While working at Ground Zero, Megan started Live From the WTC, a blog focused on economics, business, and cooking. She may or may not have been the first major economics blogger, depending on whether we are allowed to throw outlying variables such as Brad Delong out of the set. From there it was but a few steps down the slippery slope to freelance journalism. She has worked in various capacities for The Economist, where she wrote about economics and oversaw the founding of Free Exchange, the magazine's economics blog. She has also maintained her own blog, Asymmetrical Information, which moved to The Atlantic, along with its owner, in August 2007.

Megan holds a bachelor's degree in English literature from the University of Pennsylvania and an M.B.A. from the University of Chicago. After a lifetime as a New Yorker, she now resides in northwest Washington, D.C., where she is still trying to figure out what one does with an apartment larger than 400 square feet.

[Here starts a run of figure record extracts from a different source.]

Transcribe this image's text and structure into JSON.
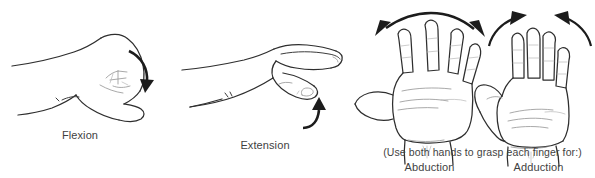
{
  "diagram": {
    "background_color": "#ffffff",
    "line_color": "#2e2e2e",
    "crease_color": "#9a9a9a",
    "arrow_color": "#1c1c1c",
    "text_color": "#3f3f3f"
  },
  "panels": [
    {
      "id": "flexion",
      "label": "Flexion",
      "view": "lateral-closed-fist",
      "arrow": {
        "name": "curved-arrow-down",
        "direction": "clockwise-downward",
        "position": "right-of-fist"
      }
    },
    {
      "id": "extension",
      "label": "Extension",
      "view": "lateral-extended-fingers",
      "arrow": {
        "name": "curved-arrow-up",
        "direction": "counterclockwise-upward",
        "position": "below-fingers"
      }
    },
    {
      "id": "abduction",
      "label": "Abduction",
      "view": "palmar-fingers-spread",
      "arrow": {
        "name": "double-arrow-outward",
        "direction": "outward-both-sides",
        "position": "above-fingertips"
      }
    },
    {
      "id": "adduction",
      "label": "Adduction",
      "view": "palmar-fingers-together",
      "arrow": {
        "name": "double-arrow-inward",
        "direction": "inward-both-sides",
        "position": "above-fingertips"
      }
    }
  ],
  "notes": {
    "grasp_instruction": "(Use both hands to grasp each finger for:)"
  }
}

Trucks: not just for the last mile any more

By Megan McArdle
Apr 21 2008, 5:17 PM ET Comment

Matt sings the praise of rail shipping:

Freight rail is booming primarily because of the 3:1 fuel efficiency superiority of rail over trucks. Ryan Avent notes that "This boom is all the more impressive given that the railroad companies will pay for about 65 percent of the network expansion" while trucking companies do not, of course, pay for the roads.

Clearly trucks have a massive inherent advantage as a method of doing the last-mile of shipping, but for long-haul stuff a more rational federal policy environment in terms of carbon pricing and road/rail funding balance would give further momentum to this boom.


What I'm told by my father, the transportation authority, is that the rail companies actually don't want traffic that goes less than 1,000 miles; they lose money on it. Obviously, carbon pricing might change that equation, but I doubt it would enough to work those trips down to, say, 500 miles; the whole problem is that the costs are all fixed. Also, rail hub-and-spoke may not be more energy efficient than truck point-to-point if the rail cars have to travel far out of their way to hook up with a train. My understanding is that the shorter the haul, the more likely it actually is that the car will need to take a circuitous route. Rail companies are not interested in jobs that require constant coupling and uncoupling of single car loads.

Demand for freight rail is still booming, and I hope we'll see the network much expanded over the next ten years. But I don't think we're in for the demise of the long-haul truck trip just yet.